Contents
For a more detailed write-up, please check out this post.
Why do we this type of tree
You might be saying, we already have binary trees, B-trees, Red Black trees. What is so special about this tree?
Suppose you keep files stored on a 3rd party system or on some server. Whenever you download one of these files, you’d like to be sure that it is the exact same as the file you uploaded. Now you might be thinking, why not keep the file on you local computer and do just do a comparison when you download the file. The issue with this approach is that it defeats the purpose of having to store the file elsewhere if you always have it stored locally as well…
Now you might be wondering, well if we can’t store a copy of the file locally, why don’t we simple store a SHA hash of the file and then compare the SHA hash of the downloaded file. This is a far better approach, however, if we have millions and millons of files that can be updated. We will be foreced to maintain millions and millons of hashes. Yikes, not fun.
What if I tell you its possible to just store 1 hash. Yup, just one hash for verifying millions and millions of files. So lets learn about Merkle Tree!
Lets discuss hash functions
Have you heard of SHA-256, MD5, SHA1, … They are all hash functions. What do
they do? Well, they take some input X
and map it to an irreversible and
uniformly distributed hash h
. Where the hash is simply a fixed size of random
numbers and letters. For example:
H("Hello World") = B94D27B9934D3E08A52E52D7DA7DABFAC484EFE37A5380EE9088F7ACE2EFCD7A
Lets create a tree from hashes
Suppose you had n
files and you used the data in those files to generate
n
hashes.
_________ _________ _________ _________
| Hash 1 | | Hash 2 | | Hash 3 | ... | Hash n |
|_________| |_________| |_________| |_________|
Now suppose we joined adjacent hashes together into one string and then regenerated the hash. This would result in half as many hashes in the second layer. Then suppose you did this until you were left with one hash. As you can image this would result in a tree like data structure:
_________ _________ _________ _________
| File 1 | | File 2 | | File 3 | ... | File n |
|_________| |_________| |_________| |_________|
| | | |
v v v v
_________ _________ _________ _________
| Hash 1 | | Hash 2 | | Hash 3 | ... | Hash n |
|_________| |_________| |_________| |_________|
| | | |
|_______________| |________________|
| |
v v
__________ __________
| Hash 1-2 | | Hash 3-4 | ...
|__________| |__________|
| |
|______________________________|
|
v
__________
| Hash 1-4 | ...
|__________|
|
|
v
......
|
|
v
_________
| Final |
| Hash |
|_________|
Congrats! That is a upside down merkle tree. The nice thing about having a merkle tree is that locally, you only need to store the final hash and not the individual n hashes.
How can we prove that a file is unchanged
Now that you know of a Merkle Tree, let us discuss how we can be sure the file you retrieved from a web server remains unchanged.
Lets assume we are running a file hosting service, and we are asked to store n files. We could generate a merkle tree and find the root hash. Then we can give this root hash to the verifier to store safely. Then the next time the verifier requests a file, we can respond with the following:
- The requested file
- $log_2(n)$ hashes
This will provide the verifier enough information to recompute the root hash and verify that the root hash is equal to the hash they stored locally when they originally stored the n files.
Why can’t the server lie to us
You might be wondering what if the server lies to us with the $log_2(n)$ hashes?
Well given the randomness of hash functions it is virtually impossible to modify a requested file and then design $log_2(n)$ hashes to trick the verifier. This goes back to the two properties of hash functions, irreversibility and uniformly random. If you don’t believe me, try to do it!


» WHAT IS REQUIRED:
Reproduce word for word the lines between those holding "The image size is (1367, 678)." and "What do you see at coordinates (27, 12)", inclusive, and nothing else from the data below.

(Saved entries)
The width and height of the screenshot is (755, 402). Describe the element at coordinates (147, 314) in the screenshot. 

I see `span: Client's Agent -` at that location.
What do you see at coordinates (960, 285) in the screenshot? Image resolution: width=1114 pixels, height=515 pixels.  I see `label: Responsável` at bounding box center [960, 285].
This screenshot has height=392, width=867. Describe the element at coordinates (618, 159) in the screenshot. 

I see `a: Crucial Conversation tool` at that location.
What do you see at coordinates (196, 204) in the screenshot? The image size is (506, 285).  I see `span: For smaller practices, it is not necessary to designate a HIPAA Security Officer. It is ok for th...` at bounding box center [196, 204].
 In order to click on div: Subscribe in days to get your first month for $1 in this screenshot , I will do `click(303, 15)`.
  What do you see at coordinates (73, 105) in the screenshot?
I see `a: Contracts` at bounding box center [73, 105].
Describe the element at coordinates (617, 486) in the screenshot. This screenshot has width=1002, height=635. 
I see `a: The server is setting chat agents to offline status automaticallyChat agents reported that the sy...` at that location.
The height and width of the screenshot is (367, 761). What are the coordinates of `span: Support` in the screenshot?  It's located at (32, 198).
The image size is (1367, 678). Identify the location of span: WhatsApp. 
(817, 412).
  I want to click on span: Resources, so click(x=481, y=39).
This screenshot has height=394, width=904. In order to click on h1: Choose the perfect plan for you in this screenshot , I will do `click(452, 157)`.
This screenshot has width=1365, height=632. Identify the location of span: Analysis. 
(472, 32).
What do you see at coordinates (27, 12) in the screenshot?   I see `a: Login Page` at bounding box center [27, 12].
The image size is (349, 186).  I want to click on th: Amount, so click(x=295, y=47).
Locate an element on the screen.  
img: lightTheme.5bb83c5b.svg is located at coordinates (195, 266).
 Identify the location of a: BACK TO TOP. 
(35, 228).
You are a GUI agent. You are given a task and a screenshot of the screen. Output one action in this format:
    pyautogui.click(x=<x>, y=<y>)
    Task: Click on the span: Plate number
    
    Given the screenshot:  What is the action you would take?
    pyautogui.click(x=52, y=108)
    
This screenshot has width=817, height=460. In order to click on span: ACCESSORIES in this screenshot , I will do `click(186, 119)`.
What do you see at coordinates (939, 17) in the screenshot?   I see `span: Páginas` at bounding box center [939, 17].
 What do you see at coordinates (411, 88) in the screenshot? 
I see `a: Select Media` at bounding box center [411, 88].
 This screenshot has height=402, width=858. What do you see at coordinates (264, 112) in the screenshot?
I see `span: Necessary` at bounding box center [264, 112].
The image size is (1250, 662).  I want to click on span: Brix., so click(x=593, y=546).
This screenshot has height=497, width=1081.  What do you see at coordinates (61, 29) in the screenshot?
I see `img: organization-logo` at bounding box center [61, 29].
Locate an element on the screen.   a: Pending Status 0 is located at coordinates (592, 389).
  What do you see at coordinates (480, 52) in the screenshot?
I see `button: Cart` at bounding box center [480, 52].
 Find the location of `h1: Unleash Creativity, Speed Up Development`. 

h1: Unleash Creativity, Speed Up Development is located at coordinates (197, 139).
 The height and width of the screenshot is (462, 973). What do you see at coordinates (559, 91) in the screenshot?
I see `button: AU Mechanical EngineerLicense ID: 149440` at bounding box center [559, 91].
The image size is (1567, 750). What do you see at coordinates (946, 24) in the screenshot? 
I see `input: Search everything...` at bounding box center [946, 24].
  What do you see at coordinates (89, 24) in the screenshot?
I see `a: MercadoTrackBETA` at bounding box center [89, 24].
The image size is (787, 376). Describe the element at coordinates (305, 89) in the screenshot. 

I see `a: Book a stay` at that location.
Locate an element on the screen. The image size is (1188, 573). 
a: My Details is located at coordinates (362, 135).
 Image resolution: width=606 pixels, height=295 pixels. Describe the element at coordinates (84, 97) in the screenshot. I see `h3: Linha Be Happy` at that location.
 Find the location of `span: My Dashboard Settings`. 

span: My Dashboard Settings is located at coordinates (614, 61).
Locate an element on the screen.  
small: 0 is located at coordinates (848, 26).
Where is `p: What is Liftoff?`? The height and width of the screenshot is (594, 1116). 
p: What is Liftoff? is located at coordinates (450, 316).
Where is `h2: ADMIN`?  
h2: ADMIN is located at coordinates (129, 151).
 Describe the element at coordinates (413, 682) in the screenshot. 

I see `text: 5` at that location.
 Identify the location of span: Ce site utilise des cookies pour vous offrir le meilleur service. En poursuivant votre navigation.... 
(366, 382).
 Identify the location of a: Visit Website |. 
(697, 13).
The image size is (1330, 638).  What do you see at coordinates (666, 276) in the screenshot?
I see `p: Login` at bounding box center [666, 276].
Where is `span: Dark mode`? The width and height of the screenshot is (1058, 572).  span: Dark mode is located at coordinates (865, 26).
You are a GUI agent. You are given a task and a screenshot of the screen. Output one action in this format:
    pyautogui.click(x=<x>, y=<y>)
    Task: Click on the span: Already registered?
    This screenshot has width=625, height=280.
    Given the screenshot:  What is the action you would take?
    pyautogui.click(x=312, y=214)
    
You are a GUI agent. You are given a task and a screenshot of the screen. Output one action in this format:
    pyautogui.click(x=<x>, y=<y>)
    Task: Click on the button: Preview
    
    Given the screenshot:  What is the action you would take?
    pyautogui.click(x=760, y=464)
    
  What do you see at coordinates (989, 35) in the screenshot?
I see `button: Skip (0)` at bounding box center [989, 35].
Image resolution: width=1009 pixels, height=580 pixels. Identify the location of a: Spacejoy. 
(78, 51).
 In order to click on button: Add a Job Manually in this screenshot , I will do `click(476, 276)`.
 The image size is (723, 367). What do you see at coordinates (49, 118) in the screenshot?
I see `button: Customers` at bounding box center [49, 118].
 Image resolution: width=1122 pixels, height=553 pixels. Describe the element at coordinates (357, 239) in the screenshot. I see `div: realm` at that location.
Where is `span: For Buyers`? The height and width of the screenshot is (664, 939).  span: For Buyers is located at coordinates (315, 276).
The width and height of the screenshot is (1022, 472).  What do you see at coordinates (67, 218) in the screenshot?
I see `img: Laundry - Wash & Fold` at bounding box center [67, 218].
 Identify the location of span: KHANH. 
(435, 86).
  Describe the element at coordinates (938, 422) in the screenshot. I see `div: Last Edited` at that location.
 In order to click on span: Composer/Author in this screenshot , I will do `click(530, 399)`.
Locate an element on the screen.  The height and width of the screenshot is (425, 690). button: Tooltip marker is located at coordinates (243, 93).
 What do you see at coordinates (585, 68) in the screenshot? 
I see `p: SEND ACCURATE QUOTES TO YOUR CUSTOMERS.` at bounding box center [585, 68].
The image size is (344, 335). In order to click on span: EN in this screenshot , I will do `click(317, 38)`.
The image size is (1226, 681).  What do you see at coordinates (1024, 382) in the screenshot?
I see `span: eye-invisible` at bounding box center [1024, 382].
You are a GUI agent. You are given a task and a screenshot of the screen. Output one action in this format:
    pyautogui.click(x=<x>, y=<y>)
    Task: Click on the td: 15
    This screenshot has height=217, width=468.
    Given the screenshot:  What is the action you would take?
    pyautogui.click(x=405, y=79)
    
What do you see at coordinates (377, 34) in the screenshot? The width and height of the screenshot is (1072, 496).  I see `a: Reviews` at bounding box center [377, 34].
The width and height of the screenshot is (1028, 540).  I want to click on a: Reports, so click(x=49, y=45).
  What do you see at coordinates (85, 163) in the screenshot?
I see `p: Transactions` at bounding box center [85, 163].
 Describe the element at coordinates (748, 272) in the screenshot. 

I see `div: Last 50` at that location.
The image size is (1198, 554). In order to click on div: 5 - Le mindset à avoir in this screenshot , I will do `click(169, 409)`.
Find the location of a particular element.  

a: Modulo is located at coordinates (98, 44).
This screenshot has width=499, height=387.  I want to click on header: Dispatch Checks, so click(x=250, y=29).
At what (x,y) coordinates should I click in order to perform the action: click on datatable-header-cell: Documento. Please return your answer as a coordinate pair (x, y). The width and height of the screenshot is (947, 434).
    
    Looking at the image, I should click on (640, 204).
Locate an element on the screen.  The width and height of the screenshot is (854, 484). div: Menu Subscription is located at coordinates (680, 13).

» TASK RESPONSE:
The image size is (1367, 678). Identify the location of span: WhatsApp. 
(817, 412).
  I want to click on span: Resources, so click(x=481, y=39).
This screenshot has height=394, width=904. In order to click on h1: Choose the perfect plan for you in this screenshot , I will do `click(452, 157)`.
This screenshot has width=1365, height=632. Identify the location of span: Analysis. 
(472, 32).
What do you see at coordinates (27, 12) in the screenshot?   I see `a: Login Page` at bounding box center [27, 12].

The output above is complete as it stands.